3D printing is so last year and scientists and researchers are now moving ahead to provide 3D image scanning to your Smartphone. For 3D printing to actualy start a user needs a 3D model of the object to be printed. The current generations of 3D scanner are bulky and expensive. A Research Team at California Institute Technology has designed a Camera Chip which is cheap and small and can be integrated within a mobile phone.
According to Ali Hajimiri, Thomas G. Myers professor of Electrical Engineering at Caltech “The small size and high quality of this new chip-based imager will result in significant cost reductions, which will enable thousands of new uses for such systems by incorporating them into personal devices such as smartphones,”
The Team claims that the 3D scans are so precise that it can lead to replicas accurate within microns of original object. The tiny chip can fit in a normal mobile phone and users can take prints from 3D printer of any image they have scanned using the 3D chip. The Technology is based upon a tiny and inexpensive device called Nanophotonic Coherent Imager (NCI). The device uses an established technology called LIDAR. The device captures the length, depth and width of an object by immersing in laser beams. The bounced of light is used to collect the data about the size and other details.
Caltech’s current prototype can scan only small items at the moment. The first proof of concept of the NCI has only 16 coherent pixels, meaning that the 3-D images it produces can only be 16 pixels at any given instance. In the future the current array of 16 pixels could also be easily scaled up to hundreds of thousands.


**What is being asked**
Print verbatim the lines of the entries from the one containing "This 1024px×679px image" to the last, inclusive, and no others.

##### Records to use #####

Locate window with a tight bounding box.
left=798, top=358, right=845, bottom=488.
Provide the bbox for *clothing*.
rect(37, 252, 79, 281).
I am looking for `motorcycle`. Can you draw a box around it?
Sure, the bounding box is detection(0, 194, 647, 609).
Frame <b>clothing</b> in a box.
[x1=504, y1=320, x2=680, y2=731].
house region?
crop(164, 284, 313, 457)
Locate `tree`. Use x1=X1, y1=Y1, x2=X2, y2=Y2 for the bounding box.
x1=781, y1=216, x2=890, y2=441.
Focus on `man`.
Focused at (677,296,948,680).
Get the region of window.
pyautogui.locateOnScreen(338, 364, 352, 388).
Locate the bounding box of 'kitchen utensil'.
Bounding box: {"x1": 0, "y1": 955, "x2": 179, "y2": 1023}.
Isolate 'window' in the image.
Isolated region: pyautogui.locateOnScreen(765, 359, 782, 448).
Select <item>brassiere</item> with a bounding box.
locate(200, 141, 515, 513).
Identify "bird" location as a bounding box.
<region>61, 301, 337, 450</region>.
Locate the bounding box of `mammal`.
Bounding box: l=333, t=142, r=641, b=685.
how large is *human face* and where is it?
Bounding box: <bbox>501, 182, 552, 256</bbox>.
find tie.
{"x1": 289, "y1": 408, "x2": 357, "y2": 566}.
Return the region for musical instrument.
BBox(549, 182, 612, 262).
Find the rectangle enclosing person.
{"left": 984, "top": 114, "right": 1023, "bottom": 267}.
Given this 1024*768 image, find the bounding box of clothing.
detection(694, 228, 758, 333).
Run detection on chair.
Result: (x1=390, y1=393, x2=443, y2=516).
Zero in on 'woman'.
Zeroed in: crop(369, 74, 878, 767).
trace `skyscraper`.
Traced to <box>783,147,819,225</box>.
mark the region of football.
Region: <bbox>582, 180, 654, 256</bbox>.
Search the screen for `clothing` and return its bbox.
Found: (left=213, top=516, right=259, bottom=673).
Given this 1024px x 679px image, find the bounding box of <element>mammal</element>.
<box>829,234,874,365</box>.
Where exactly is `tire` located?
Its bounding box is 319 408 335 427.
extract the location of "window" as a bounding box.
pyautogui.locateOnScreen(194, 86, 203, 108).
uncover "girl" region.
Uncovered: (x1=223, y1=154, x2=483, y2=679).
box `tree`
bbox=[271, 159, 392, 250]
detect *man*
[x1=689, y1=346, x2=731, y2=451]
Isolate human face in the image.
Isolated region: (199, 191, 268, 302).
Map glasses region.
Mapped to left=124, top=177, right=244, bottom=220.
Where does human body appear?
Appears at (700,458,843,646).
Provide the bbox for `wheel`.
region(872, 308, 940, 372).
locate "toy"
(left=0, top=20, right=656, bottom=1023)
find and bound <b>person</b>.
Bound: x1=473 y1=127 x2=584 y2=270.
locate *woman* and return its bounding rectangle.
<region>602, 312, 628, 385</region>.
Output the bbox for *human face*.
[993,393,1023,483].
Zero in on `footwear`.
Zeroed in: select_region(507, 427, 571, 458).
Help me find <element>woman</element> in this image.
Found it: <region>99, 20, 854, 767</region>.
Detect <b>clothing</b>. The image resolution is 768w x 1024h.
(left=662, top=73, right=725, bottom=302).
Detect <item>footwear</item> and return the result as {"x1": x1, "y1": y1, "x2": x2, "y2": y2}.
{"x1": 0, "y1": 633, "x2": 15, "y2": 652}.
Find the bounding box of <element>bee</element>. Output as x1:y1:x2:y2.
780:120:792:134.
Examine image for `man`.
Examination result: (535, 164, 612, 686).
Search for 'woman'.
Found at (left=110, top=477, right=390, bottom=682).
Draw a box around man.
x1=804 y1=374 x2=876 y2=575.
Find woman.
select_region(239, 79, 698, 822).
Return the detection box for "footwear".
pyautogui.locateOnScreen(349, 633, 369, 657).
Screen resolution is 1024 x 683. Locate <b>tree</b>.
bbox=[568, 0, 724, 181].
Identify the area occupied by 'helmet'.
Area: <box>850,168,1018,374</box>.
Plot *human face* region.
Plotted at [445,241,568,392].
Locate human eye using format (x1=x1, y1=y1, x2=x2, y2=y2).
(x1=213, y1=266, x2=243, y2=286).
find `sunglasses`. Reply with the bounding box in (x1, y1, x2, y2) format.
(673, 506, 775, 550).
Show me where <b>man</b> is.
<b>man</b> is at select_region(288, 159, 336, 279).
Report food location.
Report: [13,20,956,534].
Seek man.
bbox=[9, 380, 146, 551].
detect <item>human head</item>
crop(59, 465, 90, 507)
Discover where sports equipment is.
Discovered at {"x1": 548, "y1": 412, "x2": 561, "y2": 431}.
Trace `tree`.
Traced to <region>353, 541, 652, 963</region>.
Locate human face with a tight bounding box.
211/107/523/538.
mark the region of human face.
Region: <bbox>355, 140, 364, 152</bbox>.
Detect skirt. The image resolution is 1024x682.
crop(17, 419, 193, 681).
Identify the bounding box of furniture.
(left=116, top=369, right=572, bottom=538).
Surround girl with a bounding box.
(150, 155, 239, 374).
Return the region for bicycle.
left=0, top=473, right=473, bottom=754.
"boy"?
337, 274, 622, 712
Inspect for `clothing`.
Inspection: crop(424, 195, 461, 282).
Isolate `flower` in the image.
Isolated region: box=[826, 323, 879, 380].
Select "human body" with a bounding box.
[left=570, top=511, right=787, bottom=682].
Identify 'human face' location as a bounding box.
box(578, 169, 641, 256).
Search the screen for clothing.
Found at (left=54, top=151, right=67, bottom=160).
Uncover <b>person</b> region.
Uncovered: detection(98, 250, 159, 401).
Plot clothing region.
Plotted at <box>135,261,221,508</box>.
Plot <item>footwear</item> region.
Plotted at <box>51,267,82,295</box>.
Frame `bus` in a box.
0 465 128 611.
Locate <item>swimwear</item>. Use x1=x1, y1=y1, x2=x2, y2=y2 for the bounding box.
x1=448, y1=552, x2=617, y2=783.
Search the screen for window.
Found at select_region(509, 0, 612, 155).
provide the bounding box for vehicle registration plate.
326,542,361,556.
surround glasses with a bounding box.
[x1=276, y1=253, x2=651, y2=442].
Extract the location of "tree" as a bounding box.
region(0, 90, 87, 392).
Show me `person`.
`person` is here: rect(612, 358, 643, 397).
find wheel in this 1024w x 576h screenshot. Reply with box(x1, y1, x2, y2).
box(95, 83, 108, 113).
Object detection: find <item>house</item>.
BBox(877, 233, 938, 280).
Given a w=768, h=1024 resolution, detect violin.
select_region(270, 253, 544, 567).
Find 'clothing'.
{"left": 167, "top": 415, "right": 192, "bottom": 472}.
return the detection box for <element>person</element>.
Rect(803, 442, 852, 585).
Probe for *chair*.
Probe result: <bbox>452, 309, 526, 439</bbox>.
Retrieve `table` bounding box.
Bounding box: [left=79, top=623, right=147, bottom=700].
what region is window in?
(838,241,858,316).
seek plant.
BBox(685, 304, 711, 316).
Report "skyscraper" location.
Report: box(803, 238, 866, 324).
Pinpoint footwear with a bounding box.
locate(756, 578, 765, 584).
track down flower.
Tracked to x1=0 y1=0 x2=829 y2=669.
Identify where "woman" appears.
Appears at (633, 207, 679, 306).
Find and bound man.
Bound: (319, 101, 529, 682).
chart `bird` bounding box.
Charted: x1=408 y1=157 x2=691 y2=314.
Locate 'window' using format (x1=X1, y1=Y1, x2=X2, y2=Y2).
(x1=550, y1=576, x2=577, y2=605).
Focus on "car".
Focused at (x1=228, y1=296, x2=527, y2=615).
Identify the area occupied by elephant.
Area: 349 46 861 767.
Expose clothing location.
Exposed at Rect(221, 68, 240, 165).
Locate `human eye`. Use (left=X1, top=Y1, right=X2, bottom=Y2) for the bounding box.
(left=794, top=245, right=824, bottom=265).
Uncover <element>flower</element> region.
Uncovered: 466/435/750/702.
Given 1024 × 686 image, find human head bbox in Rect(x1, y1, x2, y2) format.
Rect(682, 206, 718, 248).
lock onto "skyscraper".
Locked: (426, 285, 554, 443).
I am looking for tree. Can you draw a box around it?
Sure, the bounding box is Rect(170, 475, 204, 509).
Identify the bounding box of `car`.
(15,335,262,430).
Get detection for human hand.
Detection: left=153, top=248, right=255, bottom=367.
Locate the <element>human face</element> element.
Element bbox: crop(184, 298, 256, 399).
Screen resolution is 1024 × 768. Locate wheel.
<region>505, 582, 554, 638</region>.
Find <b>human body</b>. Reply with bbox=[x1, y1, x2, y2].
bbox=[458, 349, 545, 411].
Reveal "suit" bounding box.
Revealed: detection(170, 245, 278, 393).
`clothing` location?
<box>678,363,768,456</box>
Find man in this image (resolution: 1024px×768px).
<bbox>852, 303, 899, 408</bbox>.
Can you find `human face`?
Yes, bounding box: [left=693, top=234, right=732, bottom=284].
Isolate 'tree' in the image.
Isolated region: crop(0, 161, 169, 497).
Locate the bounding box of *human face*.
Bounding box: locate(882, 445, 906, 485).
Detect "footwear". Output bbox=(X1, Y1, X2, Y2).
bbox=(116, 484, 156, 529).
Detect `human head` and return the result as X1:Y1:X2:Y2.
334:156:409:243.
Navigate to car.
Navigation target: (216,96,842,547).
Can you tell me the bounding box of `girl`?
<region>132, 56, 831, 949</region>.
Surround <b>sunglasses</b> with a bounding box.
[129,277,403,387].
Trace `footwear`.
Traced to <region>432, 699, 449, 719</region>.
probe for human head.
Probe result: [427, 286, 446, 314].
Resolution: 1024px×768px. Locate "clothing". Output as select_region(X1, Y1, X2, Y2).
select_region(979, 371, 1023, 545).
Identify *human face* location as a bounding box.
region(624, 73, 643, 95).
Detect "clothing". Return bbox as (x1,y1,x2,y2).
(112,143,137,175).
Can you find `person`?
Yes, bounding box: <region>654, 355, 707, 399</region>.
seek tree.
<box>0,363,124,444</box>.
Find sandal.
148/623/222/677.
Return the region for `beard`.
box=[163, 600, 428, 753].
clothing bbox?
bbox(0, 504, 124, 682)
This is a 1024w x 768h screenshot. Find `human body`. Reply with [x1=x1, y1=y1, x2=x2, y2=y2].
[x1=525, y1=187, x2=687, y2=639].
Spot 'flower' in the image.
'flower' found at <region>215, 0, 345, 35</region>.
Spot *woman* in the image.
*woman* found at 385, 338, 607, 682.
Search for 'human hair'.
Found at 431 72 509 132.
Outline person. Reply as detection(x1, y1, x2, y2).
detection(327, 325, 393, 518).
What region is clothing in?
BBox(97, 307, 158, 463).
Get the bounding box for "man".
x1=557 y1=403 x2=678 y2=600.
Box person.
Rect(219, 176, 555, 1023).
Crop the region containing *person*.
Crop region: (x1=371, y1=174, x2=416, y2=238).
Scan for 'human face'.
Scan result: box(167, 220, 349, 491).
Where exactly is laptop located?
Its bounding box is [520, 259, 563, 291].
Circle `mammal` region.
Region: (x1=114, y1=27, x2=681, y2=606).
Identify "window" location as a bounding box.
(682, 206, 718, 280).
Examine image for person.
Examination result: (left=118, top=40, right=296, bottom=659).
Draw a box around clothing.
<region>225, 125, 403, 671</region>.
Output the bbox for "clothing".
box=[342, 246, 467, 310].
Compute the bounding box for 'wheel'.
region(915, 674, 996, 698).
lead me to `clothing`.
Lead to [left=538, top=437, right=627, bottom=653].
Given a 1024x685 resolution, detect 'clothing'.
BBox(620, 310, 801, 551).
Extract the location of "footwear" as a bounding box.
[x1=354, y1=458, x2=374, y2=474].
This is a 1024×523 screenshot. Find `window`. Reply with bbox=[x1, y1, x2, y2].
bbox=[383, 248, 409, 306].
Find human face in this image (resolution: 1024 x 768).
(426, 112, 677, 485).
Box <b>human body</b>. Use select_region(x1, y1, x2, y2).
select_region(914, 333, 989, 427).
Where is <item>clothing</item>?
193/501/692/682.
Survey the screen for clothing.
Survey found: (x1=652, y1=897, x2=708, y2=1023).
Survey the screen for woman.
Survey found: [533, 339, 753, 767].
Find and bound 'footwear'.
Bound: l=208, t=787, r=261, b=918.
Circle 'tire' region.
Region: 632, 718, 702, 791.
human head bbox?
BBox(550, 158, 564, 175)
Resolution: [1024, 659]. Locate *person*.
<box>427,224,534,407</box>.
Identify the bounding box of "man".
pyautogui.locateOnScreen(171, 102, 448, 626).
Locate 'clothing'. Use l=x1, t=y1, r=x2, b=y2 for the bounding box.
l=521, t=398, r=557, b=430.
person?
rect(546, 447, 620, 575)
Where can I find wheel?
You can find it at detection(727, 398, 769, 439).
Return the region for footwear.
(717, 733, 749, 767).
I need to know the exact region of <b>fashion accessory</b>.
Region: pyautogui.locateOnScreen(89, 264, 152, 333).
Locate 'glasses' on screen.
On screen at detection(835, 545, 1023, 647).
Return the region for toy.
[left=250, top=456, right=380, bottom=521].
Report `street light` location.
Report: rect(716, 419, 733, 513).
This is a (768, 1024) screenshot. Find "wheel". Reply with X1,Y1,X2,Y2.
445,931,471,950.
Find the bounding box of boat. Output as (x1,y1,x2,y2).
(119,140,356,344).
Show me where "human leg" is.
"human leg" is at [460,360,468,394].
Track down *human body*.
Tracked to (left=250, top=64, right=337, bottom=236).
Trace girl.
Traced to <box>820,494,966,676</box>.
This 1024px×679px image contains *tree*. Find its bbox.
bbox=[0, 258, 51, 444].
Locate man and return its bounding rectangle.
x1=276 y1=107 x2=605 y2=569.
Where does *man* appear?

#####

**Solution to this task**
This 1024px×679px image contains *tree*. Find its bbox.
bbox=[0, 258, 51, 444].
Locate man and return its bounding rectangle.
x1=276 y1=107 x2=605 y2=569.
Where does *man* appear?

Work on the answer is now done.